How to Become an Electrician in Rhode Island

Rhode Island licenses electricians statewide through the Department of Labor and Training's Division of Professional Regulation. The journeyperson license takes a four-year indentured apprenticeship — 8,000 hours plus 144 classroom hours a year — and the master (electrical contractor) license comes after six years.

Licensing in Rhode Island at a glance

How it's licensed
Statewide license through the Division of Professional Regulation (DLT)

Apprentice — Enroll in an indentured apprenticeship approved by the RI Department of Labor and Training: 8,000 hours over not less than four years, plus 144 hours of related instruction each year (576 total).

Journeyperson — Complete the apprenticeship and pass the state exam.

Master (Electrical Contractor)Six years of experience, at least two as a licensed journeyperson, then the contractor exam.

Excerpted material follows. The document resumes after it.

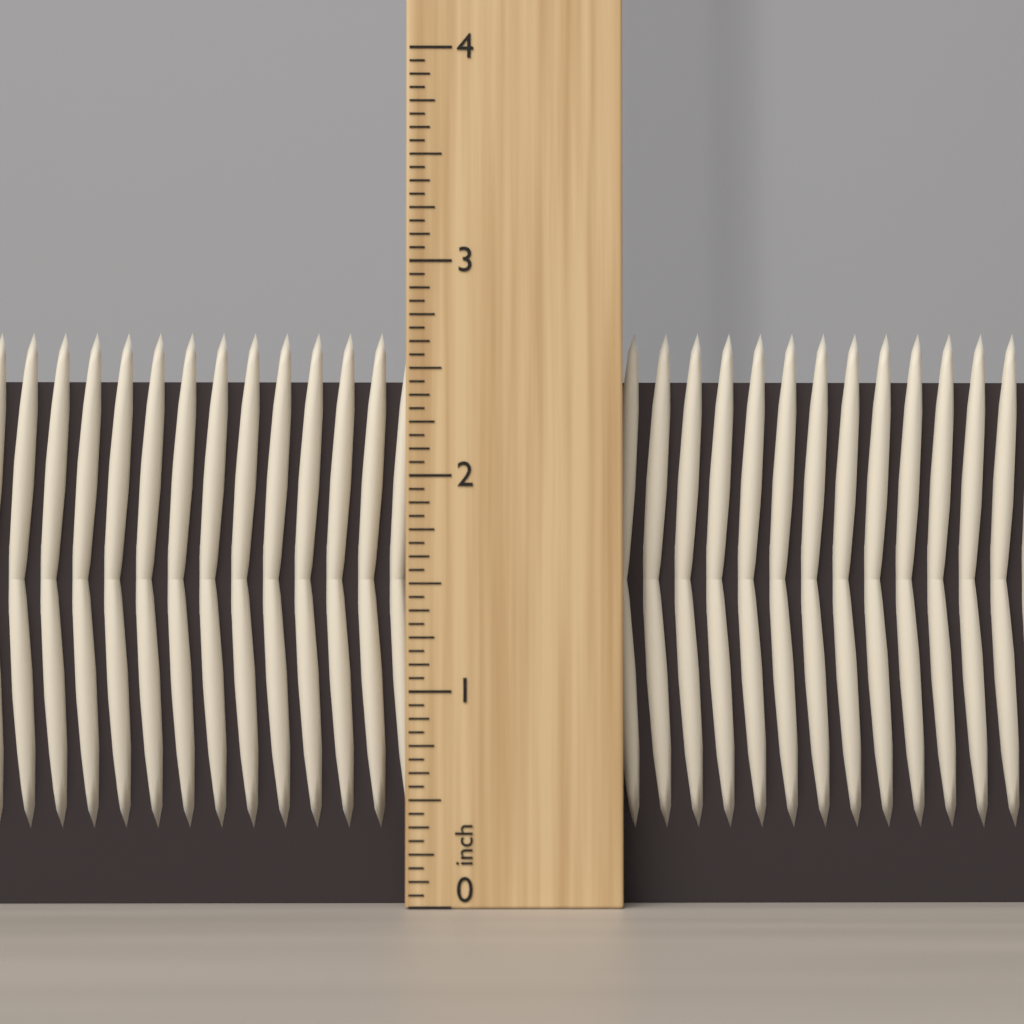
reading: 2.6875 inch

Continuing education15 hours every two-year cycle.

Statewide through the DLT

Rhode Island's Department of Labor and Training, Division of Professional Regulation, licenses electricians for the whole state. The system is built around the classic indentured apprenticeship.

The journeyperson path

The requirement is clean and standard: 8,000 hours over at least four years, plus 144 classroom hours each year (576 total), all through a DLT-approved indentured apprenticeship. Finish that, pass the exam, and you're a journeyperson.

Moving up to master

The master — Rhode Island's electrical contractor license — takes six years of experience with at least two as a licensed journeyperson. It's the credential for running your own electrical business.

Your next step

Enroll in a DLT-approved indentured apprenticeship, get hired, and log your hours and yearly classroom instruction. Take the journeyperson exam when you finish. The national How to Become an Electrician guide covers the trade overall.

⚠️ Always verify current requirements

Licensing rules change and often vary by city or county. Before you count on anything here, confirm the current requirements directly with Rhode Island Dept. of Labor and Training, Division of Professional Regulation.